He did go and he did discover something. At the time of this discovery the thing appeared insignificant, but Johnny’s motto was, “You never can tell,” and so he filed it away in his memory.

Mazie did go down to the central alarm station on the very next night, and that night there came in over the wires the thrilling third alarm.

CHAPTER III
THE FALSE ALARM

After receiving Mazie’s assurance that the little waif of the schoolhouse would be properly cared for, Johnny went at once to his own room, where he caught ten winks before the sun was high.

After a hasty breakfast, he returned to the scene of the fire. He found heaps of charcoal and broken timbers smouldering beneath piles of brick, but fortune favored his search. The section of basement that had been directly beneath the office was entirely free from fire and bricks. He was soon busily poking round in the ashes.

“A mechanism”; he thought to himself, “a thing of wheels and a spring like an alarm clock is what I’m looking for—a thing that runs just so long, then starts something.”

“But not necessarily so complicated,” he thought a moment later as he recalled the story of a firebug who, having soaked a common wooden mouse trap with kerosene, had baited it carefully and had so attached a match to the spring of the trap that when a mouse sprang it the match would light. He had then set the trap at the bottom of a huge waste paper basket into which the papers and scraps from noon hour lunch boxes had been cast.

“Simple, but possibly effective,” he said to himself. Then, almost humorously, he began keeping an eye out for the heat reddened wires of a mouse trap.

Not even these rewarded his search. Only the things common to a school office were to be found. Pencil ends, the remains of a pencil sharpener, metal backs to loose-leaf blank books, the charred remains of a telephone, blackened electric light fixtures and wires, wires, wires running everywhere.

“Nothing to be learned here,” he told himself.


■ WORK TO COMPLETE
Go through the entries, filter for the word "point", and copy every line that has it.

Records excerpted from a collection
_____
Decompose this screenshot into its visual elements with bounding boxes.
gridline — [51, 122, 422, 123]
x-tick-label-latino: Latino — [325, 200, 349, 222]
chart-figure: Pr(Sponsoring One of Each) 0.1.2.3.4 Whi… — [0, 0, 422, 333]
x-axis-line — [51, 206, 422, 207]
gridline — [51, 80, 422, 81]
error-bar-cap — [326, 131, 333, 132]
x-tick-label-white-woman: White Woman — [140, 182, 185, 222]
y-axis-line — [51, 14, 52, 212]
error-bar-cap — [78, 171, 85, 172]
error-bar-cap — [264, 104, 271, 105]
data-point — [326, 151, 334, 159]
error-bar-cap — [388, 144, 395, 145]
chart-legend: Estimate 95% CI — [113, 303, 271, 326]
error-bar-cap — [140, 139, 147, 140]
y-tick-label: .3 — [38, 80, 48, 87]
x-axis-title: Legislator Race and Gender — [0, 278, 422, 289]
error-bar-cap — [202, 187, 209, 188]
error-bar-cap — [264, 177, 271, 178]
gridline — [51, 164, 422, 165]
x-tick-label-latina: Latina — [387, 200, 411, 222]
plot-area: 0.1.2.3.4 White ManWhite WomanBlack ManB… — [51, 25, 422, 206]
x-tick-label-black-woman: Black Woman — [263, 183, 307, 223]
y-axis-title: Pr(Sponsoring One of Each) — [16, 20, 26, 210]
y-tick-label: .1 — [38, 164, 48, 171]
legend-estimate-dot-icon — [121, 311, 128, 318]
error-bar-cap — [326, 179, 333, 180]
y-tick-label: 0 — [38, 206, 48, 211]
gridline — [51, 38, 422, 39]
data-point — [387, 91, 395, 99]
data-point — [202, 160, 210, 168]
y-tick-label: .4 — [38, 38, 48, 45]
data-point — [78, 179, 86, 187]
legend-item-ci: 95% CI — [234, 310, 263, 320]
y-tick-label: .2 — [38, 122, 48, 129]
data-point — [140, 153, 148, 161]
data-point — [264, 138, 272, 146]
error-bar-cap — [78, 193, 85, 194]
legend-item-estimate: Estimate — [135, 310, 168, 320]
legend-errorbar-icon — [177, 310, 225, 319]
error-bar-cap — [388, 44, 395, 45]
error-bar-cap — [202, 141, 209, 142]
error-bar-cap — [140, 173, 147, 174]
_____
■ RESPONSE AREA
data-point — [326, 151, 334, 159]
data-point — [387, 91, 395, 99]
data-point — [202, 160, 210, 168]
data-point — [78, 179, 86, 187]
data-point — [140, 153, 148, 161]
data-point — [264, 138, 272, 146]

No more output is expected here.